Ex’s pension: check wording of divorce settlement

Published Apr 28, 2013

Share

Getting divorced and want a share of your ex-spouse’s retirement savings? Then be sure you use a lawyer who understands the Pension Funds Act.

If you do not get your divorce settlement properly framed and endorsed, you may find that you will not receive the payment you believe is your due.

Deputy Pension Funds Adjudicator Muvhango Lukhaimane has again determined that she can do nothing to assist a non-member former spouse if the divorce settlement does not properly provide for the payment of a share of the fund member’s retirement savings.

It is not necessarily that you will receive no money – but you will not receive it from the retirement fund. You will have to sue your ex-spouse, which will cost money, and your former spouse will have to find the money elsewhere.

In a recent determination, Lukhaimane rejected, for numerous reasons, a complaint about the non-payment of a non-member former spouse’s pension interest.

The complaint was made by Ms N, who was aggrieved that her claim for a pension interest had been rejected by Metropolitan Retirement Administrators, the administrators of the Paper Printing Wood and Allied Workers’ Union National Provident Fund.

Lukhaimane found that:

* The divorce settlement did not provide for the payment of Mr N’s pension interest to Ms N.

* The divorce order was not endorsed by the fund in favour of Ms N.

* The divorce order was vague and incapable of enforcement against the fund.

* The divorce settlement agreement provided the name of an incorrect fund, and the correct fund was not identifiable from the order. Lukhaimane says in terms of the Pension Funds Act, the portion of the pension interest payable to the non-member spouse must be deducted by the pension fund named in or identifiable from the decree of divorce.

* The divorce settlement agreement did not, as required by the Divorce Act, order the fund to endorse its records and pay the portion of the pension interest to the complainant.

Lukhaimane determined that the divorce order was not binding on the fund. However, the divorce settlement agreement remains binding between the parties, namely, the complainant and her former husband.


- _Task objective_: Select every line below containing the word "pixels".

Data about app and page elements
━━━━━━━━━━━━━━━━━━━━━━━━━━━━━━
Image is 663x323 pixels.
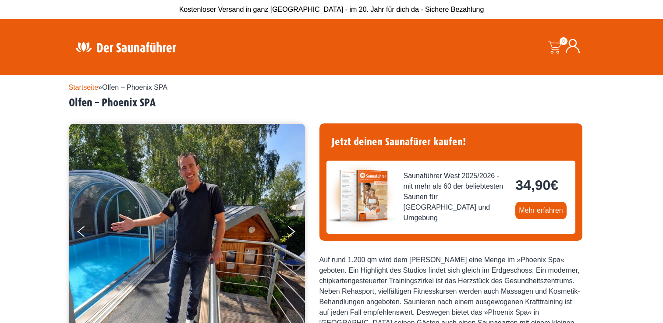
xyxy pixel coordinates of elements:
bdi: 34,90 [515,177,558,193]
span: € [550,177,558,193]
span: Kostenloser Versand in ganz [GEOGRAPHIC_DATA] - im 20. Jahr für dich da - Sichere Bezahlung [179,6,484,13]
a: Mehr erfahren [515,202,566,219]
span: » [69,84,168,91]
h4: Jetzt deinen Saunafürer kaufen! [326,131,575,154]
span: 0 [559,37,567,45]
button: Next [286,223,308,244]
span: Olfen – Phoenix SPA [102,84,167,91]
a: Startseite [69,84,99,91]
h2: Olfen – Phoenix SPA [69,96,594,110]
button: Previous [78,223,99,244]
img: der-saunafuehrer-2025-west.jpg [326,161,396,231]
span: Saunaführer West 2025/2026 - mit mehr als 60 der beliebtesten Saunen für [GEOGRAPHIC_DATA] und Um... [403,171,509,223]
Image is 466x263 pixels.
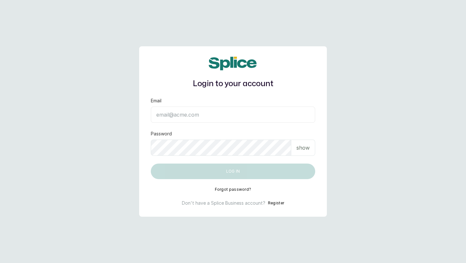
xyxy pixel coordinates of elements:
input: email@acme.com [151,106,315,123]
label: Email [151,97,161,104]
button: Register [268,200,284,206]
p: Don't have a Splice Business account? [182,200,265,206]
button: Log in [151,163,315,179]
h1: Login to your account [151,78,315,90]
button: Forgot password? [215,187,251,192]
label: Password [151,130,172,137]
p: show [296,144,310,151]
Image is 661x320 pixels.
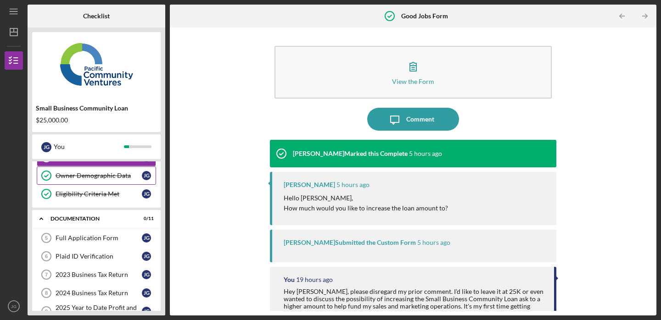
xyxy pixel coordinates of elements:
━━━━━━━━━━━━━━━━━━━━━━━━━━━━━━
- _Completed task_:
Image is 663x323 pixels.
Image is 466x263 pixels.
Image is 661x320 pixels.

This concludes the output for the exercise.